Shree Shambav, Twenty + One - 21 Short Stories

“Speak to me,
oh rocks
and streams,

Tell me tales
of mountains
tall...

Oh boulders
cleft and
thunder cleaved,

Beneath the
veil of
waterfalls...”
M P Ceran

Katherine May
“I feel my attention settling for the first time in a long while, in this place that is infinite with detail, with layers and layers of life arrayed before my eyes. It occurs to me that I am resting. It is not the same as doing nothing. Resting like this is something active, chosen, alert, something rare and precious.

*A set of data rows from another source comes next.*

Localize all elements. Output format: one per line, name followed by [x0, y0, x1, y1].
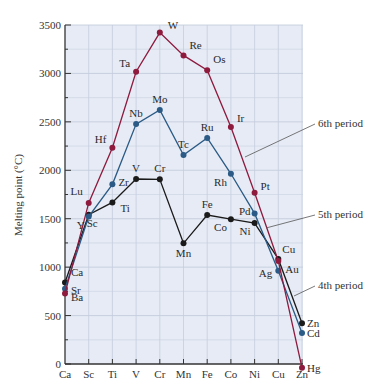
element-label: Ag [259, 267, 273, 279]
element-label: Hf [95, 133, 107, 145]
element-label: Cr [154, 162, 165, 174]
x-tick-label: Cr [154, 368, 165, 380]
data-point [252, 190, 258, 196]
data-point [204, 212, 210, 218]
data-point [157, 176, 163, 182]
data-point [62, 291, 68, 297]
x-tick-label: Co [224, 368, 237, 380]
element-label: Cd [307, 327, 320, 339]
element-label: Y [77, 219, 85, 231]
data-point [275, 258, 281, 264]
x-tick-label: Fe [202, 368, 213, 380]
data-point [133, 121, 139, 127]
y-tick-label: 500 [45, 310, 62, 322]
x-tick-label: Sc [83, 368, 94, 380]
period-label: 5th period [318, 208, 363, 220]
period-label: 4th period [318, 279, 363, 291]
element-label: Mo [152, 93, 168, 105]
x-tick-label: V [132, 368, 140, 380]
data-point [299, 330, 305, 336]
element-label: W [168, 19, 179, 31]
melting-point-chart: 0500100015002000250030003500 CaScTiVCrMn… [0, 0, 387, 392]
data-point [86, 200, 92, 206]
data-point [109, 199, 115, 205]
y-tick-label: 3500 [39, 19, 62, 31]
element-label: Au [285, 263, 299, 275]
data-point [181, 240, 187, 246]
data-point [157, 30, 163, 36]
element-label: Rh [214, 176, 227, 188]
x-tick-label: Ca [59, 368, 71, 380]
y-tick-label: 1500 [39, 213, 62, 225]
data-point [228, 171, 234, 177]
element-label: Tc [178, 138, 189, 150]
data-point [204, 135, 210, 141]
data-point [228, 216, 234, 222]
element-label: Ir [237, 112, 245, 124]
data-point [252, 220, 258, 226]
data-point [133, 69, 139, 75]
x-tick-label: Cu [272, 368, 285, 380]
data-point [204, 67, 210, 73]
element-label: Ni [240, 225, 251, 237]
data-point [299, 365, 305, 371]
data-point [181, 52, 187, 58]
data-point [157, 107, 163, 113]
element-label: Co [214, 221, 227, 233]
element-label: Ba [71, 291, 83, 303]
element-label: Re [190, 39, 202, 51]
x-tick-label: Ni [249, 368, 260, 380]
element-label: Ru [201, 121, 214, 133]
element-label: Ta [119, 57, 130, 69]
element-label: Nb [129, 107, 143, 119]
element-label: Os [213, 53, 225, 65]
element-label: Lu [70, 185, 83, 197]
data-point [299, 320, 305, 326]
element-label: Cu [282, 243, 295, 255]
element-label: Fe [202, 198, 213, 210]
element-label: Pt [261, 180, 270, 192]
y-tick-label: 2500 [39, 116, 62, 128]
data-point [181, 152, 187, 158]
data-point [252, 210, 258, 216]
y-tick-label: 1000 [39, 261, 62, 273]
element-label: Ti [120, 202, 129, 214]
element-label: Zr [118, 176, 129, 188]
data-point [109, 145, 115, 151]
data-point [109, 181, 115, 187]
element-label: V [132, 162, 140, 174]
y-tick-label: 2000 [39, 164, 62, 176]
element-label: Hg [307, 362, 321, 374]
x-tick-label: Mn [176, 368, 192, 380]
element-label: Ca [71, 266, 83, 278]
y-tick-label: 3000 [39, 67, 62, 79]
data-point [133, 176, 139, 182]
element-label: Pd [239, 205, 251, 217]
y-axis-title: Melting point (°C) [12, 154, 25, 236]
x-tick-label: Ti [108, 368, 117, 380]
element-label: Sc [87, 217, 98, 229]
period-label: 6th period [318, 117, 363, 129]
data-point [228, 124, 234, 130]
element-label: Mn [176, 247, 192, 259]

The rocks are a little gauche, but they are sympathetic. They crowd attentively around me, heads cocked to listen. There's a gentleness to this place, a sense of peace. I brought nothing but doubt and cynicism and faithlessness here, but I found something that I didn't expect. The stones gave out grace in return for my doubt.”
Katherine May, Enchantment: Awakening Wonder in an Anxious Age

Aesop Rock
“Find some grass, or some wetlands, a pond, a lake, a stream, etc. Move some rocks, some branches, some vines, some leaves. It’s easier to spot [frogs] when they hop, otherwise they just blend into their habitat, so a little disturbance goes a long way.”
Aesop Rock

Jayita Bhattacharjee
“Even the thick dark night comes with light ..bringing you to reconciliation, moving you and transforming you on the road. It then becomes a journey through the bitter voices to reclaim the voice of your soul. Facing the rocks, you become the sage, the eternal seeker.”
Jayita Bhattacharjee

Anthony T. Hincks
“Microplastics and nano-plastics are found everywhere in us and the environment. Now microplastics have been found in sediments which have not seen human habitation for hundreds of years. So how did they get there?
If both microplastics and nano-plastics can invade all of our bodily systems through pores and filters within the body, the same can be said for the natural filtering systems of different rock layers.
No difference from us except we think rock is rock is less able to do it because it's denser. The trouble is that rain is so contaminated with these plastics that they are carried through the rain into the ground water and the subsequently through the different rock layers.
So, now we have contaminated groundwater, not only from chemicals, but also plastics as well. And as you all know, we drink 'fresh' ground water because it's so natural.
Well, maybe not so natural now.”
Anthony T. Hincks

Avijeet Das
“She day-dreams just as I do. She is addicted to her solitude just as I am. She loves watching the rain-drops fall slowly on to the green leaves of an old tree just as I do. She loves drifting in time and time travel just as I do. She loves looking at the waves dashing against the rocks just as I do.”
Avijeet Das

“The flat became more rolling, and the rolling became

hills, and the hills became the Hoggar, its odd volcanic peaks and spires struggling through the almost irides- cent violet haze that seemed to emanate from them. They had never seen such a place, and rode enraptured. The camels stepped tenderly through the rocks, which had changed from smooth gravel to rough cobbles to razor-sharp stones, at first spaced well apart but then closer and hard to avoid. It slowed their progress, and at times the caravan stretched out over two kilometers, a great undulating jumble of humps and baskets and bags and winding through the men, craggy passages and long wadis. The camels groaned as if mortally wounded when they cut their feet, their cries returning in haunted echoes from the rock walls. They shifted themselves in exaggerated motions to favor their feet, sometimes losing their loads altogether or having them slip out of place until their tenders had to stop and ad- just them. In the worst places the men walked, leading their mounts by hand.”
David Ball, Empires of Sand by David Ball

“For my breakfast in the morning, I always make sure to have a large bowl of rocks and milk. That's why they call me "the Rock.”